RIO DE JANEIRO — Paraguay’s Senate voted on Friday to remove President Fernando Lugo from office, plunging the country into a political crisis. Mr. Lugo said he accepted the results of the hastily arranged vote, despite describing the efforts to remove him as an “express coup d’état.”

“Today it is not Fernando Lugo who is receiving a coup, but Paraguay’s history, its democracy,” said Mr. Lugo, 61, a former Roman Catholic bishop. He was elected in 2008 with unusually high expectations to ease tension over disparity in landholdings, breaking six decades of one-party rule in Paraguay, one of South America’s poorest countries.
Legislators quickly swore in the vice president, Federico Franco, a medical doctor and a former supporter of Mr. Lugo, as Paraguay’s new leader.
Mr. Lugo’s abrupt removal points to a new phase of political instability in Paraguay, a renowned hub for the trafficking of contraband and drugs. The landlocked country has gone through periods of upheaval since the long, repressive dictatorship of Alfredo Stroessner ended in 1989, including the resignation of one president in 1999 and the impeachment of another in 2003.
The Senate vote came after Paraguay’s lower house of Congress voted Thursday to impeach Mr. Lugo over a clash this month between squatters and the police that left 17 dead. The clash led to the resignation of Mr. Lugo’s interior minister and his chief of police.
The Senate gave Mr. Lugo just two hours to defend himself in a public trial; he declined to appear, sending lawyers to request 18 days to prepare his defense. They were rebuffed by the Senate president, Jorge Oviedo, leading to the vote of 39 to 4.
The removal of Mr. Lugo, who had about a year left in his five-year term, and was eligible to run for re-election, put Paraguay’s neighbors on alert. The Union of South American Nations, or Unasur, a political bloc in which Brazil wields broad influence, sent a diplomatic mission to Asunción, Paraguay’s capital.
In a statement reflecting the unease with which the region watched the events unfold, Unasur issued a statement saying that the ouster of Mr. Lugo “did not respect due legal process.”
The rapidity of the removal may have reflected anger over the clash between the police and squatters. But he faced other accusations in Paraguay’s Congress, including a claim that he broke the law by allowing leftist parties to hold a meeting at an army base. In addition, his opponents were incensed that he signed an agreement allowing Unasur to exert pressure on any of its members if an elected leader was overthrown.
Mr. Lugo’s popularity had already been damaged by paternity claims from his time as a bishop. He admitted in 2009 to fathering one child with a former parishioner, and this month he acknowledged that he was the father of another child, a 10-year-old boy, from a different liaison.
Mr. Lugo’s removal presents a test for Brazil’s leadership in South America. Brazil’s president, Dilma Rousseff, signaled Friday that Paraguay could face sanctions, which could potentially include its expulsion from Mercosur, a trade bloc, and other multilateral groups.
The involvement of Brazil in Paraguay politics is a delicate issue because of its deep economic influence there, exemplified by Itaipu, a huge hydroelectric dam that straddles the Paraná River between the countries. There are also hundreds of thousands of Brazilians and their descendants living in Paraguay.
Mr. Franco, Paraguay’s new president, promptly said after he was sworn in that Paraguay needed to redirect its energy policies to promote industrialization, including a review of electricity exports to Brazil and Argentina.
It remains to be seen how much legitimacy Mr. Franco will have in Paraguay. Yenny Villalba, the executive director of Pojuaju, an association of nongovernmental groups, said Mr. Lugo’s removal, while viewed as legal, “is not legitimate.”
“This is a very risky maneuver that has put the entire population in check,” Ms. Villalba said. “They pushed to breaking point the political equilibrium.”
Lis Horta Moriconi contributed reporting.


- Work item:
Search the material below for the string "data" and list each line that holds it.

___ Given records

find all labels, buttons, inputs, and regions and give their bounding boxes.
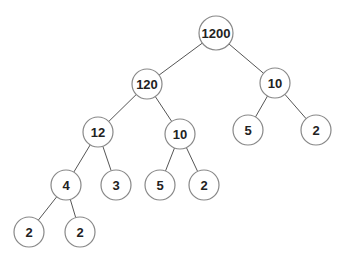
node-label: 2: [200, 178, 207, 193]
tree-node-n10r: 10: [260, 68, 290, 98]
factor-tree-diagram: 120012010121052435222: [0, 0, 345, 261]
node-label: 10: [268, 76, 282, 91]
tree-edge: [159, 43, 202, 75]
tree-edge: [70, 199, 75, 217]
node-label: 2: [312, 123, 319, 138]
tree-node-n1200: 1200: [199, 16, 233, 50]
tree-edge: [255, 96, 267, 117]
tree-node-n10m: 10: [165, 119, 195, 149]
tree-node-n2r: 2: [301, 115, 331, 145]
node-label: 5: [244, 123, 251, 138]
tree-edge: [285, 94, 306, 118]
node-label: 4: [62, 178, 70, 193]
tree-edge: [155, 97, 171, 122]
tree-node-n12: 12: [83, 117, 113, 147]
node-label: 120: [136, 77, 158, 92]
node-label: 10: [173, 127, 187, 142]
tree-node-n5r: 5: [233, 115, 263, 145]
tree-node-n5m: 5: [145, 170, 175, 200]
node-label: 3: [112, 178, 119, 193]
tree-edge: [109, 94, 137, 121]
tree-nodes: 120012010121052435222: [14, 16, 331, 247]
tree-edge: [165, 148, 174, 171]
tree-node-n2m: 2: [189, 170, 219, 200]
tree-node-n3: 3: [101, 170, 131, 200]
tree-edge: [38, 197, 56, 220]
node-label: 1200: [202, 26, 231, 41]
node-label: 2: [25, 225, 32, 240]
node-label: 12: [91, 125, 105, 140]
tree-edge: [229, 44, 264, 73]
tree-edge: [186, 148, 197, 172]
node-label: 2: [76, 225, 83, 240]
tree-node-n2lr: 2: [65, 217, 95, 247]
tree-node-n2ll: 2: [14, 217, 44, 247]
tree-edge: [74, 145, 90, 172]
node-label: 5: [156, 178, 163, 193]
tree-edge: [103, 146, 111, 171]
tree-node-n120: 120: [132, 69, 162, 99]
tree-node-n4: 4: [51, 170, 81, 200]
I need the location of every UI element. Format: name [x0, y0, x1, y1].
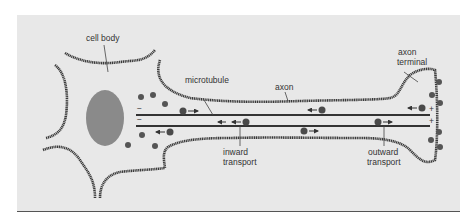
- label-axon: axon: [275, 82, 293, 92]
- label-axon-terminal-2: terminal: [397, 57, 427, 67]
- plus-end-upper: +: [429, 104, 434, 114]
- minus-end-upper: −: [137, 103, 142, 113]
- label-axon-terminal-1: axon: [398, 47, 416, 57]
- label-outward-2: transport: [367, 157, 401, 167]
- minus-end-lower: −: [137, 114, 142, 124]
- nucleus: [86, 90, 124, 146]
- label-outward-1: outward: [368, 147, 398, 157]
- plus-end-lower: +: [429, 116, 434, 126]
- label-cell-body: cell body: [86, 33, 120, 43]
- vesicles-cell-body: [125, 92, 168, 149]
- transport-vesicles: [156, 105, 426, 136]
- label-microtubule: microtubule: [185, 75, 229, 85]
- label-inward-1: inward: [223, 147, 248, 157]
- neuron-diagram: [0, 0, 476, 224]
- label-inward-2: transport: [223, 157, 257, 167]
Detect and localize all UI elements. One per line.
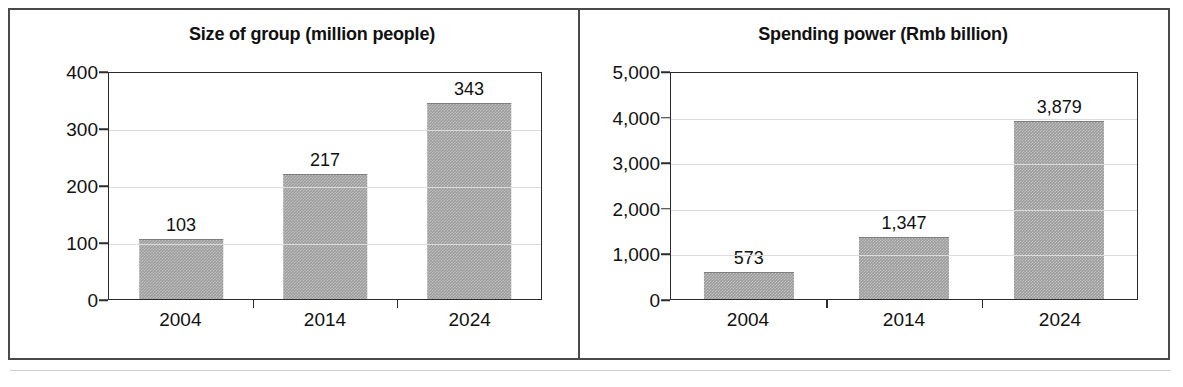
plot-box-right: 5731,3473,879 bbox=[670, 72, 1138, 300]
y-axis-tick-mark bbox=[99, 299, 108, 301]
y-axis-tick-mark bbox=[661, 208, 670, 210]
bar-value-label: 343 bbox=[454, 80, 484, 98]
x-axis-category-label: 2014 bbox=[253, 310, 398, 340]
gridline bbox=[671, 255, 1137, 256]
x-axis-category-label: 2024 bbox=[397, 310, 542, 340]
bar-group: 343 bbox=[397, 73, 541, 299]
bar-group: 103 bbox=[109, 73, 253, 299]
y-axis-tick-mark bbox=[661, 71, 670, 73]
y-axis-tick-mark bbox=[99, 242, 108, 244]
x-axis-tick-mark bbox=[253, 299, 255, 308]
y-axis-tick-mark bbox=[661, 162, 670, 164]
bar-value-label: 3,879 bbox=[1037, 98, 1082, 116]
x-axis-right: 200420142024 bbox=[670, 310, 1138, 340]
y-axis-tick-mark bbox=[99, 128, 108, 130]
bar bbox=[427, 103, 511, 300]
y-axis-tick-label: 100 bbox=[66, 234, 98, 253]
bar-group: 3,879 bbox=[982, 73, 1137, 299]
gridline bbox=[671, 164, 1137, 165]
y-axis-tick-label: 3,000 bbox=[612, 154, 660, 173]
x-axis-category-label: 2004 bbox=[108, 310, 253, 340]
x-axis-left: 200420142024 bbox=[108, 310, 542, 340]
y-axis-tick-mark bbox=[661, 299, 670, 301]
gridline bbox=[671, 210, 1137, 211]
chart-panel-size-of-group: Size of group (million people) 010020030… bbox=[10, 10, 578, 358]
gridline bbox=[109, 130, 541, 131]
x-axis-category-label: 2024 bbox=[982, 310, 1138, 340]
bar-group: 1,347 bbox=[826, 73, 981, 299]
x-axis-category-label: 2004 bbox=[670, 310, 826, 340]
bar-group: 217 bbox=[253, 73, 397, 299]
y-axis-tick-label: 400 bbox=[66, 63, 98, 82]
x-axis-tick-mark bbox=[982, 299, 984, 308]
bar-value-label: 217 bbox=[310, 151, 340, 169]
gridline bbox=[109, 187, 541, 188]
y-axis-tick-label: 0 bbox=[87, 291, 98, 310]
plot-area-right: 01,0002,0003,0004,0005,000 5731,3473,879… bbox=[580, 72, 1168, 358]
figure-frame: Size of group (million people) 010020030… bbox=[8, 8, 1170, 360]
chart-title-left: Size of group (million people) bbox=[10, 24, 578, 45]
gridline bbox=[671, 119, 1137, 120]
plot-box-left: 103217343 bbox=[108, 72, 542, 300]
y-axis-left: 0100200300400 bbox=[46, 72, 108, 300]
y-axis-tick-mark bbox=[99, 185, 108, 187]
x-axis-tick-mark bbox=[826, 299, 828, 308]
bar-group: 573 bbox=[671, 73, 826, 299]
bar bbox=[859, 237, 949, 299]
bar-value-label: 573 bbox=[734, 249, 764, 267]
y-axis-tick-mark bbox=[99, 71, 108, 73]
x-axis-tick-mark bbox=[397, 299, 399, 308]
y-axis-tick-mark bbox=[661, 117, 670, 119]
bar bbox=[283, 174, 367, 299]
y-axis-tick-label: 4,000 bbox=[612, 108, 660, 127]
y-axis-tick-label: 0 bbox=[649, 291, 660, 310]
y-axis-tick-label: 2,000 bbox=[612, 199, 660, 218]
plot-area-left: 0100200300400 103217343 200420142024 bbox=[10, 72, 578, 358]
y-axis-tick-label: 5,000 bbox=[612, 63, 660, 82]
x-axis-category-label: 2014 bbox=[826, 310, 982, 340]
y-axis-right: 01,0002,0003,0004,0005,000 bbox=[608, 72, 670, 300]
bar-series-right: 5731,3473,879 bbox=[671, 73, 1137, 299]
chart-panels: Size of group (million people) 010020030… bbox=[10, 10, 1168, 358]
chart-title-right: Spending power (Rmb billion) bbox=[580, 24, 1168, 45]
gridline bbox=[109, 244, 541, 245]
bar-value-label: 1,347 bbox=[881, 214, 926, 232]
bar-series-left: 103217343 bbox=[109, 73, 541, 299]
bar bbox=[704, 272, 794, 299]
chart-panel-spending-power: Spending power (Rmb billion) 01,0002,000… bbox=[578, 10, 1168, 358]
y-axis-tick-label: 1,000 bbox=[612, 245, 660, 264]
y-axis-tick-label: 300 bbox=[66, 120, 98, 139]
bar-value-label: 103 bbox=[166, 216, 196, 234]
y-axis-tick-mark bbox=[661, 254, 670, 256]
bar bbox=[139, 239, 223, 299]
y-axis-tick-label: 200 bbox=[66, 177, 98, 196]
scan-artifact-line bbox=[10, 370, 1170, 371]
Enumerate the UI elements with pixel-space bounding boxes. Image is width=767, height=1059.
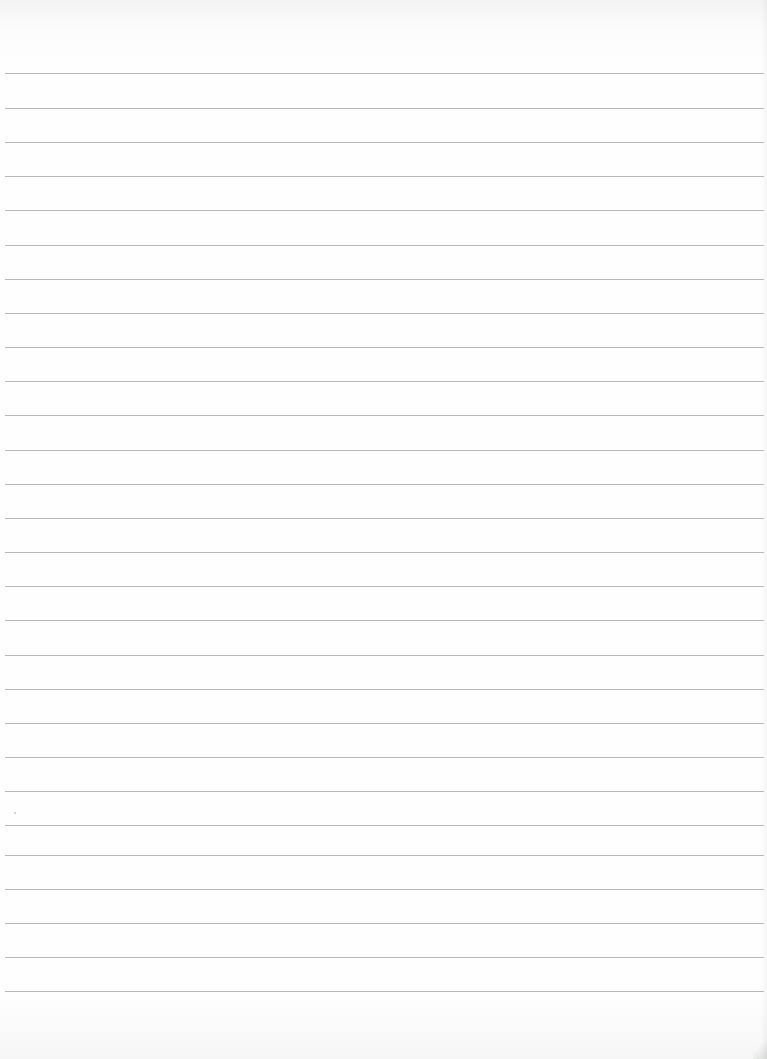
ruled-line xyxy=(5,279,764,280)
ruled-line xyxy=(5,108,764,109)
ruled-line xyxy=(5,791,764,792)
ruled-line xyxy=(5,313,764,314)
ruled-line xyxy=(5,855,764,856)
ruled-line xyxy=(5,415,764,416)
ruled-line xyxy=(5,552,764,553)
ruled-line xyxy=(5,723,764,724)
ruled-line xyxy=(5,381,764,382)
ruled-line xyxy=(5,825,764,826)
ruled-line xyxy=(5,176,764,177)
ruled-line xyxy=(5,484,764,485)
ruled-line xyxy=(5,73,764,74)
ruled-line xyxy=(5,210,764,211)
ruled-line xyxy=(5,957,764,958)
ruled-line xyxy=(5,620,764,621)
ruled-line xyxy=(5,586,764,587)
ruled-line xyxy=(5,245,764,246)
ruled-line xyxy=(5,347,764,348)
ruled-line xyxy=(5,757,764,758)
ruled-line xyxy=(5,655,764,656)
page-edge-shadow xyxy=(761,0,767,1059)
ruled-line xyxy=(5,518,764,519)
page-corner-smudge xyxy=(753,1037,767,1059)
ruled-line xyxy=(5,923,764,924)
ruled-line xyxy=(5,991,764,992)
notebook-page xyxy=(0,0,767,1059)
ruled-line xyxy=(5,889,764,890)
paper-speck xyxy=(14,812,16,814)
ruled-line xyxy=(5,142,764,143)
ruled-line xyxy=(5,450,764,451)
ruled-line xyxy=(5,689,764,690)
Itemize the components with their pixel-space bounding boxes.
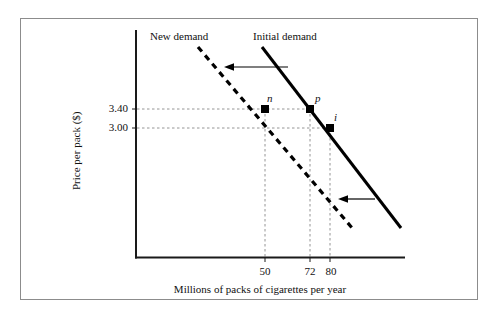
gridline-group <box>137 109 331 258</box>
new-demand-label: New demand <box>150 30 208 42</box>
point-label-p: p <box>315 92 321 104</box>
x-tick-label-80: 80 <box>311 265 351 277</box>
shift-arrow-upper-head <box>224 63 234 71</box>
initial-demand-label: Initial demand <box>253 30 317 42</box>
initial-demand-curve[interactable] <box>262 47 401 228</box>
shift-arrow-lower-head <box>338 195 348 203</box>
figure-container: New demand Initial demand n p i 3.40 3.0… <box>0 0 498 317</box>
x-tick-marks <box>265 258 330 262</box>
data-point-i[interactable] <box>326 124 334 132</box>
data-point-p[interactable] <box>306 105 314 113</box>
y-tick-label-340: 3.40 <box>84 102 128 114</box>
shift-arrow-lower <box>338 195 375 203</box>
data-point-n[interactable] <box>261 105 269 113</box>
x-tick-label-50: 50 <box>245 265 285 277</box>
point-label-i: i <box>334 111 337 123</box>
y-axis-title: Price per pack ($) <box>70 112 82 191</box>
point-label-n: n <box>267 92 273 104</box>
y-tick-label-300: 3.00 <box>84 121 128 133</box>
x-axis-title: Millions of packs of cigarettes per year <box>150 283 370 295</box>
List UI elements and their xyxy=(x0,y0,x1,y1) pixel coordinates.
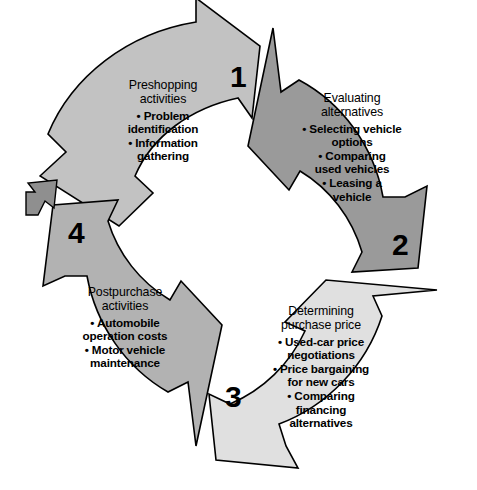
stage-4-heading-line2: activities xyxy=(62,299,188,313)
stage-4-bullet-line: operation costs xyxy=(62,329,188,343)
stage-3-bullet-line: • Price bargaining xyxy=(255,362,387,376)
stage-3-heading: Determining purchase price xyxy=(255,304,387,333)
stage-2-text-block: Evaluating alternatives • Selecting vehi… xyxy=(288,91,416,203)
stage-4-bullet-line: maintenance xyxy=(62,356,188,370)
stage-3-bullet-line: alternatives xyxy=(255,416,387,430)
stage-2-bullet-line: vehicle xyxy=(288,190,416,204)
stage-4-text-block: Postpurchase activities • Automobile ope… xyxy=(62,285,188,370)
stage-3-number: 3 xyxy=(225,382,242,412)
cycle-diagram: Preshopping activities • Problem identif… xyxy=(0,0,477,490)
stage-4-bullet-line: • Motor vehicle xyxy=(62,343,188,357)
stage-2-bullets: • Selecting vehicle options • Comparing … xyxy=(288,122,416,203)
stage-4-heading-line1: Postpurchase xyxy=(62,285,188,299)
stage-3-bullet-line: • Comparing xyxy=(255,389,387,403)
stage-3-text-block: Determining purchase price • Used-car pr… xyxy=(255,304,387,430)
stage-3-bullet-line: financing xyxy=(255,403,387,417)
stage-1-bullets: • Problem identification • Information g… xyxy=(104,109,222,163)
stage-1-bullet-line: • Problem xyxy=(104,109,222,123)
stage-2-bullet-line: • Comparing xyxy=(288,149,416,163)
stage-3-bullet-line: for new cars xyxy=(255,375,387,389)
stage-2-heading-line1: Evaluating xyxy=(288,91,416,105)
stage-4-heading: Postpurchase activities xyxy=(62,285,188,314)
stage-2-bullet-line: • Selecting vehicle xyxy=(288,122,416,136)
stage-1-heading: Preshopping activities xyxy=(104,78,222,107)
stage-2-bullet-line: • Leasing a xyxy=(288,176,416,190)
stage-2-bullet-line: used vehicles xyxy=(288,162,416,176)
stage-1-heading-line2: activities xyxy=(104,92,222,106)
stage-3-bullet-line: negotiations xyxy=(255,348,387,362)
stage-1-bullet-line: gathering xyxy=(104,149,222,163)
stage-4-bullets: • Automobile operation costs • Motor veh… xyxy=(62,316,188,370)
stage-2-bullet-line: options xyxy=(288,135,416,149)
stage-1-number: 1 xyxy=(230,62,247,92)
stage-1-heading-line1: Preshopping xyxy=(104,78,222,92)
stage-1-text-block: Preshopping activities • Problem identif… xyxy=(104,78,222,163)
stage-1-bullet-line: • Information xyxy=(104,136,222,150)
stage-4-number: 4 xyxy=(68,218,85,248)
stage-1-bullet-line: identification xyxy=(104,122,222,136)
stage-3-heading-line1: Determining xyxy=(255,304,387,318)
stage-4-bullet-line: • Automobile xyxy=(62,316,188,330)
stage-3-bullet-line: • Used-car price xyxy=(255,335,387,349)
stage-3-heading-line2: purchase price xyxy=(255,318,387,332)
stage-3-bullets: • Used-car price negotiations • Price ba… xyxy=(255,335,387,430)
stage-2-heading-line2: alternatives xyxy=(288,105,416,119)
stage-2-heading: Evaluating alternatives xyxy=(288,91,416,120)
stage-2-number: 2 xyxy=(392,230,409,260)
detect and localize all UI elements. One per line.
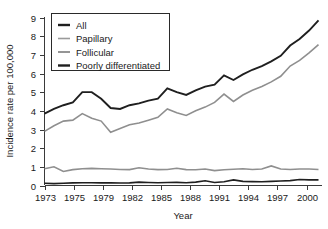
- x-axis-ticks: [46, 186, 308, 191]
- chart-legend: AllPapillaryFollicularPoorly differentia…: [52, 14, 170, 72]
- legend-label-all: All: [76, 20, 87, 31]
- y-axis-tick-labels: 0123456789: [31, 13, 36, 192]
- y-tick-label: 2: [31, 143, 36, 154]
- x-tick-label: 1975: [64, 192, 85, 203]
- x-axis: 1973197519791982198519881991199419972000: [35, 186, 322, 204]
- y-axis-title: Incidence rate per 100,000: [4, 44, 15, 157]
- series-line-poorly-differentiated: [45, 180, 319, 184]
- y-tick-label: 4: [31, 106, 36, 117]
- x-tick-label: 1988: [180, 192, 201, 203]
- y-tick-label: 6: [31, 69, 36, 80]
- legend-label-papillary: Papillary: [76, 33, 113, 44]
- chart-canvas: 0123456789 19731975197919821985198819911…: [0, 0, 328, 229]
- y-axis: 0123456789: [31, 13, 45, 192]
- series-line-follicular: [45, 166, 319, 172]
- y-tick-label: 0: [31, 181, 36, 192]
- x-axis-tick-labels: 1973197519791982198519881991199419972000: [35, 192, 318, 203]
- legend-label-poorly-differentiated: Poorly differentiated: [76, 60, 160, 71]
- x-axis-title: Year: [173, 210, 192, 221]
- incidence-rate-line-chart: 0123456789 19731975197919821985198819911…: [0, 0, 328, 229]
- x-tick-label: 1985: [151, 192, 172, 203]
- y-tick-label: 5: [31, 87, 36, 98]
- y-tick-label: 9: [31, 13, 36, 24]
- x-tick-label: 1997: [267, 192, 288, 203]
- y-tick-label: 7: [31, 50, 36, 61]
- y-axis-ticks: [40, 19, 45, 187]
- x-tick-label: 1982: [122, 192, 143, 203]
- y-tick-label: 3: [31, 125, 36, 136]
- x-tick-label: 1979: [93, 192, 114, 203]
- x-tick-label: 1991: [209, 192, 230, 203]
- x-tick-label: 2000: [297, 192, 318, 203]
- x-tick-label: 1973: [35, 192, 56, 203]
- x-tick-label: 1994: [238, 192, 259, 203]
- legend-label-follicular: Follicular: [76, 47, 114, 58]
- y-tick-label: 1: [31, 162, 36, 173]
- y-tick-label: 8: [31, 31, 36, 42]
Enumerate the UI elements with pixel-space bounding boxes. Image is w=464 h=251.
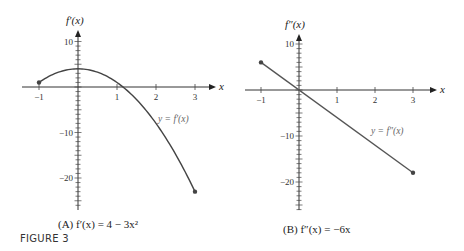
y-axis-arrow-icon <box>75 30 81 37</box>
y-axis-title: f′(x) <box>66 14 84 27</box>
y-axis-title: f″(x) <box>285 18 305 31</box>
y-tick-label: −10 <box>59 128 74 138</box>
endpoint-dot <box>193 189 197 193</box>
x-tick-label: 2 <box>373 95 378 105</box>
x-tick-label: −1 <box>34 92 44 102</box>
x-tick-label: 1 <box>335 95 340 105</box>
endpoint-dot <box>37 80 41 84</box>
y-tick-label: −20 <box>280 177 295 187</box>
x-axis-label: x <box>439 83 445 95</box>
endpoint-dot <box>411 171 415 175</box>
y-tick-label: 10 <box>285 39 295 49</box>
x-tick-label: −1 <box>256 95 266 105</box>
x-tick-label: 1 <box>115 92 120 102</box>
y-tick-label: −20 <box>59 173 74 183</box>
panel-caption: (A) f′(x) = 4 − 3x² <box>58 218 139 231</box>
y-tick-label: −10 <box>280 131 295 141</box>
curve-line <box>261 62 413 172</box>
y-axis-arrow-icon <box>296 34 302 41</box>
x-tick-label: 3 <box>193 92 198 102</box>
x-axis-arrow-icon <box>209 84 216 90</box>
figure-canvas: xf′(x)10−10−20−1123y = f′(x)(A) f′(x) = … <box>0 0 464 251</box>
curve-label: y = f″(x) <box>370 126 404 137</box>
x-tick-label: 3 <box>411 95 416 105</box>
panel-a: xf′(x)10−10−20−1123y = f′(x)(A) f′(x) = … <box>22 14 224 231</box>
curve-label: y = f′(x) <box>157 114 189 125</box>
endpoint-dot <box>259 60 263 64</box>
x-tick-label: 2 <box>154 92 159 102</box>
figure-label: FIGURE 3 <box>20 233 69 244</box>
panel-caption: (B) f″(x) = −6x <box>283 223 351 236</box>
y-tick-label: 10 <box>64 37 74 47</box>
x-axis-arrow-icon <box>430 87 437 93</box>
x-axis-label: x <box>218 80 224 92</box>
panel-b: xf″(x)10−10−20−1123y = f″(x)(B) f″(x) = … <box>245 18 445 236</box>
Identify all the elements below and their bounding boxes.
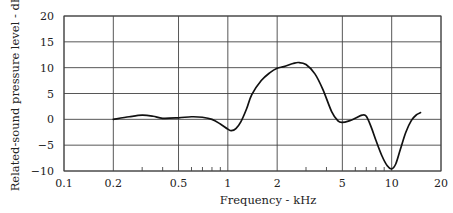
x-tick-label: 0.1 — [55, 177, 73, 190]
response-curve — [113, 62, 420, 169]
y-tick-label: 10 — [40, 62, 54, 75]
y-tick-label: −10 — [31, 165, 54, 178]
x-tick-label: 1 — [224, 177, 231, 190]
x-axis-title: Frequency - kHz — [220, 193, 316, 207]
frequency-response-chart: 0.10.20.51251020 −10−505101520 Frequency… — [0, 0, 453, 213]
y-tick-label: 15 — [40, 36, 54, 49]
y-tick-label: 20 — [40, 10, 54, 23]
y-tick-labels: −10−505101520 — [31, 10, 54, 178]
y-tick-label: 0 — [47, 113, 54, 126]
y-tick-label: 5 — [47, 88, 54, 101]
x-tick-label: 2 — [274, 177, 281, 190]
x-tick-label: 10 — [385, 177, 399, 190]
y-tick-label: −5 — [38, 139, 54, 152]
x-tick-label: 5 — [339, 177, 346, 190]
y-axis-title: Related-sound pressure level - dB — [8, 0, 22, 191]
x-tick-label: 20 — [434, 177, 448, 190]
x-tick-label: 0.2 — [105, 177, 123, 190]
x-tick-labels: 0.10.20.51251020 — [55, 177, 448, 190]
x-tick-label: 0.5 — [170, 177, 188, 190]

______

- Task result:
data-point-i[interactable] <box>326 124 334 132</box>
data-point-p[interactable] <box>306 105 314 113</box>
data-point-n[interactable] <box>261 105 269 113</box>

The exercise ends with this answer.